As a kid growing up in the Lower East Side of Manhattan, all I knew about Texas I learned from watching the cowboy movies at the neighborhood 15-cent cinema. The films of Buster Crabbe (especially Buster Crabbe as Billy Carson), Ken Maynard, Charles Starrett as the Durango Kid, Lash LaRue (who came to our theater one Saturday afternoon for a live demonstration) and the heavyweights like Gene Autry, Roy Rogers and, yes, John Wayne captured my imagination. I won't bore with the details of how I sat through repeated showings of "She Wore a Yellow Ribbon" when I was 6-years-old, but I did.
Even years later, when my dad informed the family we were moving to Texas, I was convinced we would going to have to turn in 0ur car at the state line and take a stagecoach the rest of the way to our destination.
My other lessons about Texas all came on Thanksgiving. Each year on that day, the family would travel to my grandmother's house in Westchester County for the traditional turkey dinner. Part of that dinner included the viewing of the two football games -- one pro and one college -- that were shown across the nation on Thanksgiving. The teams never varied from one year to the next. The pro game always featured the Detroit Lions playing the Green Bay Packers and the college game was always Texas vs. Texas A&M.
Never at the that tender age did I ever conceive I would go to one of those schools (thoughts of college never entered this pre-schooler's head), but as the fates would have it a decade and a half or so later I wound up as a freshman at the University of Texas. Not only that, I wound up on the sports staff of the Daily Texan and found myself covering a number of memorable Texas contests, including those with A&M played on Thanksgiving. I remember after graduating, making sure the family Thanksgiving dinner was completed in time for me to jump in the car and drive to either Austin or College Station to spend the rest of that holiday cheering on the Orange.
All that ended around 15 years or so ago, when the television powers that be convinced the two schools to move their game from Thanksgiving to the Friday after Thanksgiving. The game was still special, but, for some reason, it simply wasn't that special any longer -- it was no longer the game I grew up on (of course, the Lions-Packers game left Thanksgiving long before that).
All this is my way of saying I was more than delighted to hear the news today that the game is going to be played on Thanksgiving again, at least for this year and next. And when I heard the news, I didn't think about the tradition, or the bonfires, or the memorable games, but I thought about a time, a place and all my family who are no longer with me now--my grandmother and her tiny apartment in White Plains where we all gathered, my father, my mother and my little brother. It's always a good thing to hold onto the past, even if it was shaped in large part by Buster Crabbe.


• [Work instructions]: Give back every line of the data exactly. Pictures are not part of the copy.

......

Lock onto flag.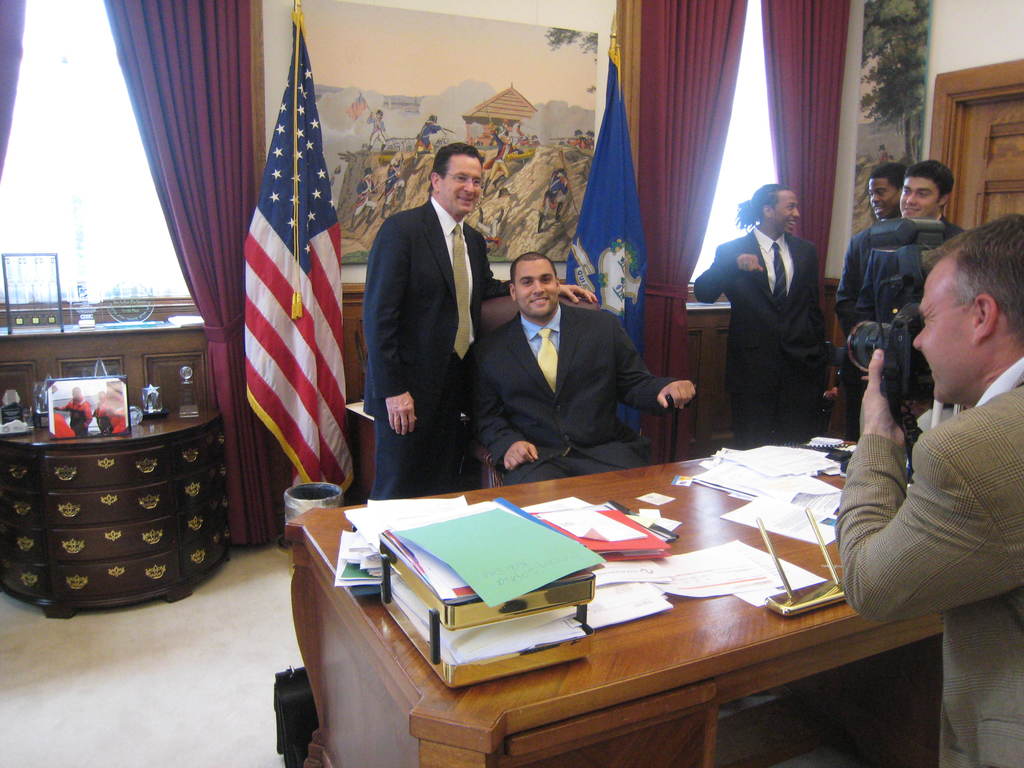
Locked: x1=239 y1=2 x2=374 y2=514.
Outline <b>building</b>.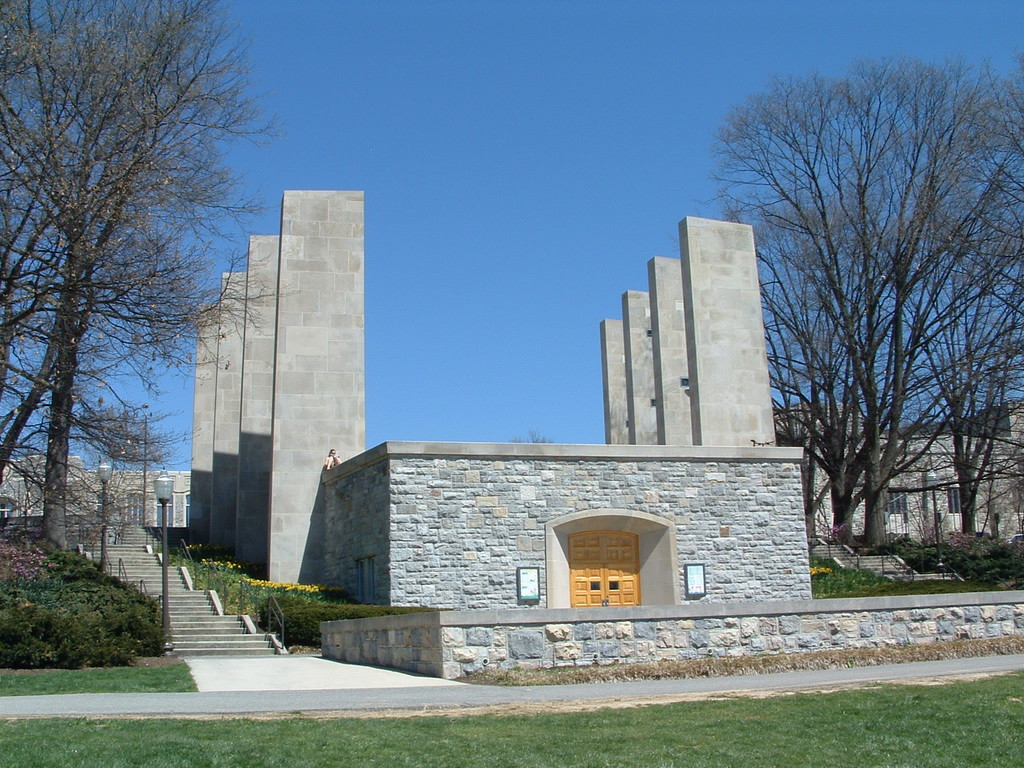
Outline: (769,392,1023,549).
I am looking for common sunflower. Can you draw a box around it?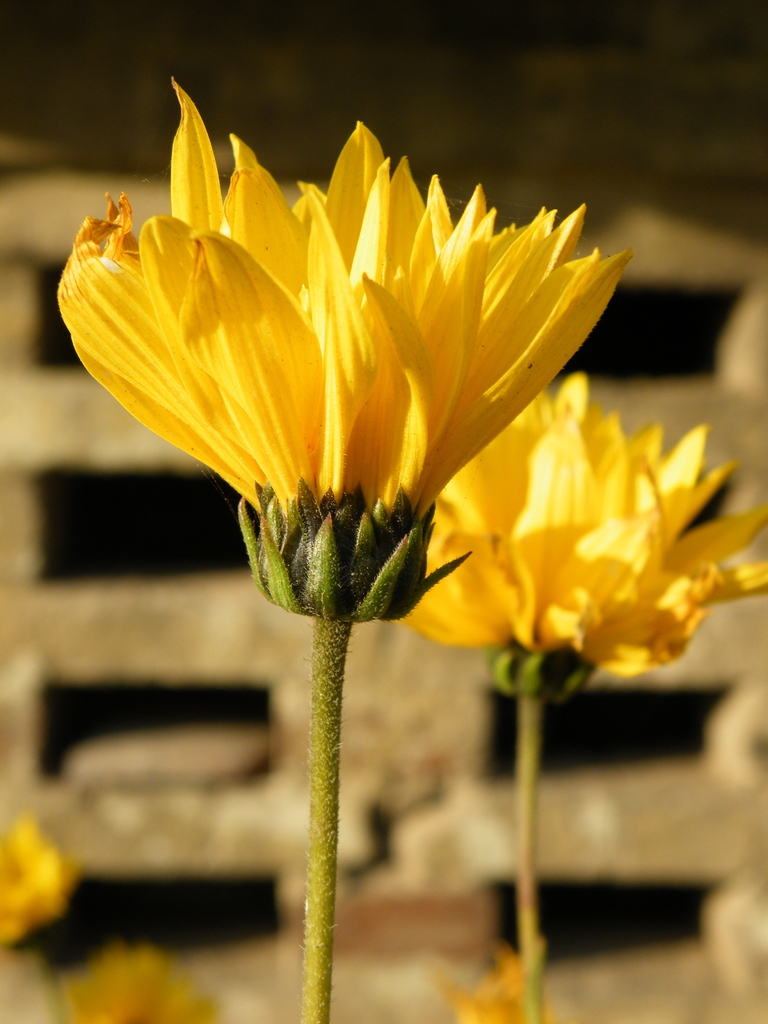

......

• [Exercise output]:
Lock onto flag.
Locked: x1=239 y1=2 x2=374 y2=514.
Outline <b>building</b>.
Outline: (769,392,1023,549).
I am looking for common sunflower. Can you draw a box around it?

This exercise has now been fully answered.